For the last six years, Nancy Okail has led a relatively safe life in exile. As the executive director of the Tahrir Institute for Middle East Policy, she had a high enough profile that she didn’t worry too much about the anonymous threats and harassment directed by the Egyptian regime she fled.
Then Jamal Khashoggi was killed. “I knew Jamal,” she told me in an interview this week. They were both part of a tight circle of Arab dissidents living in and around Washington. If his murder is blamed on anyone other than Saudi Crown Prince Mohammed bin Salman, she said, “then this is a license to kill all of us.”
As Khashoggi was, Okail is a permanent US resident. In 2013 she was tried in absentia in the first major public trial of employees of foreign-funded nongovernmental organizations after Egypt’s 2011 revolution. As she was held in a cage before her trial, she recalled, she read “Homage to Catalonia,” George Orwell’s devastating account of the depravities of fascists and communists in the Spanish Civil War.
So it’s easy to see why Okail frets. She knows that Egyptian President Abdel-Fattah el-Sissi, like the rest of the world, is watching the US response to Saudi Arabia. If the US punishes Saudi Arabia lightly for the Khashoggi murder, Okail says, el-Sissi and other Arab leaders will see it as permission to go after dissidents living abroad.
This is not so hypothetical for the hundreds of Egyptians exiled by el-Sissi. Even before Khashoggi’s murder, the regime pushed boundaries with its harassment of exiled dissidents.
Consider some of the recent threats against Bahey el-Din Hassan, a journalist and human-rights activist now living in Paris. While traveling in Italy in May 2017, Hassan and a group of Egyptian dissidents were followed and photographed by Egyptian security officers. Later, an Egyptian member of parliament and ally of el-Sissi said on his television show that the government should “kidnap” these Egyptian exiles and bring them home “in coffins.”
There are more subtle forms of intimidation. The same day that Okail testified before the US Congress in 2015, she told me, Egyptian police seeking her arrest showed up at her father’s house and the home of her ex-husband, where her children were living. State television called her out as a traitor.
Hassan said he began receiving anonymous death threats a month after el-Sissi won his first election in 2014. After consulting with allies and Western diplomats, he decided to leave Egypt. Now he says he worries that he may not be safe in exile.
Both Hassan and Okail said they and other Egyptian exiles now must carefully consider how much, or even whether, to go abroad. “We travel, we go to conferences,” Okail said. “I am not afraid of something happening to me in the United States. But I go to Turkey and other places. Things can be made to look like an accident.”
Of course, in the case of Khashoggi, the Saudis didn’t even bother to do that. According to congressional sources, it’s likely the Trump administration will approve sanctions against the Saudis who participated in Khashoggi’s murder. There is also an effort to demand the release of women’s rights activists and others from Saudi jails.
That’s a start, but it’s not nearly enough -- especially if the US government ends up going along with a Saudi cover story that absolves the crown prince of responsibility. Like Okail, Hassan said it is imperative that Mohammed bin Salman himself be held accountable for this crime. That’s the only detail that matters to el-Sissi, he said.
Holding the crown prince responsible is not without risk. Like Egypt, Saudi Arabia remains a vital US ally in the Middle East. At the same time there is a risk that other important US allies -- like Egypt -- will follow the Saudi model if the crown prince is allowed to get away with murdering an exile abroad.
For President Donald Trump and his cabinet, the response to Khashoggi’s death is about balancing US values and interests. For Okail and Hassan, how America responds is a matter of life and death.
Eli Lake
Eli Lake is a Bloomberg Opinion columnist covering national security and foreign policy. -- Ed.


**Your objective**
Transcribe every record as it stands and set the images aside.

**Provided information**
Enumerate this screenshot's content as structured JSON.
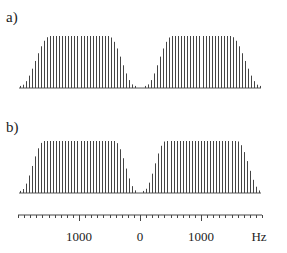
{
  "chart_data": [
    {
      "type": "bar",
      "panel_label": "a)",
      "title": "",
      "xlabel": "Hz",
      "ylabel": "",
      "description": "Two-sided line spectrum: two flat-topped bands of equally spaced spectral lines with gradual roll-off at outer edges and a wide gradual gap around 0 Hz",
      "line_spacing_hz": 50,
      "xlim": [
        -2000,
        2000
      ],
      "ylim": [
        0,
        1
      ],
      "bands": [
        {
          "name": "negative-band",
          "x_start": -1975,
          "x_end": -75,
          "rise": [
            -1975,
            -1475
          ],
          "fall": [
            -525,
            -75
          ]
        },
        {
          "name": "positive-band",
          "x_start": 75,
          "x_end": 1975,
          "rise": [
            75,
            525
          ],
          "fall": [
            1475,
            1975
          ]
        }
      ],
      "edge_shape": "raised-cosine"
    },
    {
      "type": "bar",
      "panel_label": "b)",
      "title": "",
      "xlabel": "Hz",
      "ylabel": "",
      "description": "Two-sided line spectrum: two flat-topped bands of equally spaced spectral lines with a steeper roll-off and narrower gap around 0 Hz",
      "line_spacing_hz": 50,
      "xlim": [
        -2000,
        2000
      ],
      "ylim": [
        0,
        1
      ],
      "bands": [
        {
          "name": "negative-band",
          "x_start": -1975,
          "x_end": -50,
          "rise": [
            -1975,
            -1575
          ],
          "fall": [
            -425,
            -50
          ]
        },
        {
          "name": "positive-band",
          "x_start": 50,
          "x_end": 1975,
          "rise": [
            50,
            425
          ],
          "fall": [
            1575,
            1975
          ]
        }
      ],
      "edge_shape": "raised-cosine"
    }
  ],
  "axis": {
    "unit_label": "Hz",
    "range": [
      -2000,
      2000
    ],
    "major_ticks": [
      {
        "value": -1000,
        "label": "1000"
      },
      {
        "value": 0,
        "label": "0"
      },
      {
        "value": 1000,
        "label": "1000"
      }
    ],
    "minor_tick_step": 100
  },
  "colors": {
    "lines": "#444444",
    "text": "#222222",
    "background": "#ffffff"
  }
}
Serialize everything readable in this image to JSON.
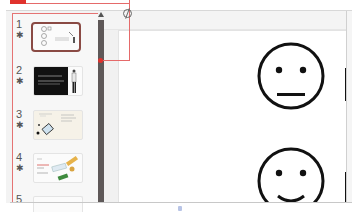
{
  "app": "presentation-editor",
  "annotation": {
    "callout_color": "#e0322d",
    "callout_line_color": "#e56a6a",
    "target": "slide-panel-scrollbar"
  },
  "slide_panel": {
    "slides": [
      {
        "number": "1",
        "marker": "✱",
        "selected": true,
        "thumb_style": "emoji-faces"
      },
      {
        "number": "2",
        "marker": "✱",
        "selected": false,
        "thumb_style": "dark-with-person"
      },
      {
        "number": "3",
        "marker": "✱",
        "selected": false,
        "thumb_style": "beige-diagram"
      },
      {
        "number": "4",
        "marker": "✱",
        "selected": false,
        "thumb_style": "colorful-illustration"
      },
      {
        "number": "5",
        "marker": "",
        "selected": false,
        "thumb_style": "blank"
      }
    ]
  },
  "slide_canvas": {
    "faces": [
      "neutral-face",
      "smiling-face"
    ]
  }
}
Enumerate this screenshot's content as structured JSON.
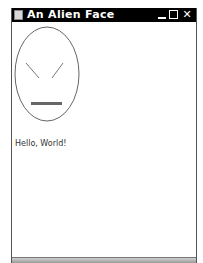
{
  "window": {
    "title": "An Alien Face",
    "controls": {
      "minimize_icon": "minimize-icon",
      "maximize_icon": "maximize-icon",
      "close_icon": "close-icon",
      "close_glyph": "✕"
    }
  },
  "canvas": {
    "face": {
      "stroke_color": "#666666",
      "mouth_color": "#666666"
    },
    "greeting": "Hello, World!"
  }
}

**Answer to the problem**
Enumerate this screenshot's content as structured JSON.
{
  "chart_data": [
    {
      "type": "bar",
      "panel_label": "a)",
      "title": "",
      "xlabel": "Hz",
      "ylabel": "",
      "description": "Two-sided line spectrum: two flat-topped bands of equally spaced spectral lines with gradual roll-off at outer edges and a wide gradual gap around 0 Hz",
      "line_spacing_hz": 50,
      "xlim": [
        -2000,
        2000
      ],
      "ylim": [
        0,
        1
      ],
      "bands": [
        {
          "name": "negative-band",
          "x_start": -1975,
          "x_end": -75,
          "rise": [
            -1975,
            -1475
          ],
          "fall": [
            -525,
            -75
          ]
        },
        {
          "name": "positive-band",
          "x_start": 75,
          "x_end": 1975,
          "rise": [
            75,
            525
          ],
          "fall": [
            1475,
            1975
          ]
        }
      ],
      "edge_shape": "raised-cosine"
    },
    {
      "type": "bar",
      "panel_label": "b)",
      "title": "",
      "xlabel": "Hz",
      "ylabel": "",
      "description": "Two-sided line spectrum: two flat-topped bands of equally spaced spectral lines with a steeper roll-off and narrower gap around 0 Hz",
      "line_spacing_hz": 50,
      "xlim": [
        -2000,
        2000
      ],
      "ylim": [
        0,
        1
      ],
      "bands": [
        {
          "name": "negative-band",
          "x_start": -1975,
          "x_end": -50,
          "rise": [
            -1975,
            -1575
          ],
          "fall": [
            -425,
            -50
          ]
        },
        {
          "name": "positive-band",
          "x_start": 50,
          "x_end": 1975,
          "rise": [
            50,
            425
          ],
          "fall": [
            1575,
            1975
          ]
        }
      ],
      "edge_shape": "raised-cosine"
    }
  ],
  "axis": {
    "unit_label": "Hz",
    "range": [
      -2000,
      2000
    ],
    "major_ticks": [
      {
        "value": -1000,
        "label": "1000"
      },
      {
        "value": 0,
        "label": "0"
      },
      {
        "value": 1000,
        "label": "1000"
      }
    ],
    "minor_tick_step": 100
  },
  "colors": {
    "lines": "#444444",
    "text": "#222222",
    "background": "#ffffff"
  }
}
Serialize everything readable in this image to JSON.
{
  "app": "presentation-editor",
  "annotation": {
    "callout_color": "#e0322d",
    "callout_line_color": "#e56a6a",
    "target": "slide-panel-scrollbar"
  },
  "slide_panel": {
    "slides": [
      {
        "number": "1",
        "marker": "✱",
        "selected": true,
        "thumb_style": "emoji-faces"
      },
      {
        "number": "2",
        "marker": "✱",
        "selected": false,
        "thumb_style": "dark-with-person"
      },
      {
        "number": "3",
        "marker": "✱",
        "selected": false,
        "thumb_style": "beige-diagram"
      },
      {
        "number": "4",
        "marker": "✱",
        "selected": false,
        "thumb_style": "colorful-illustration"
      },
      {
        "number": "5",
        "marker": "",
        "selected": false,
        "thumb_style": "blank"
      }
    ]
  },
  "slide_canvas": {
    "faces": [
      "neutral-face",
      "smiling-face"
    ]
  }
}
Enumerate this screenshot's content as structured JSON.
{
  "window": {
    "title": "An Alien Face",
    "controls": {
      "minimize_icon": "minimize-icon",
      "maximize_icon": "maximize-icon",
      "close_icon": "close-icon",
      "close_glyph": "✕"
    }
  },
  "canvas": {
    "face": {
      "stroke_color": "#666666",
      "mouth_color": "#666666"
    },
    "greeting": "Hello, World!"
  }
}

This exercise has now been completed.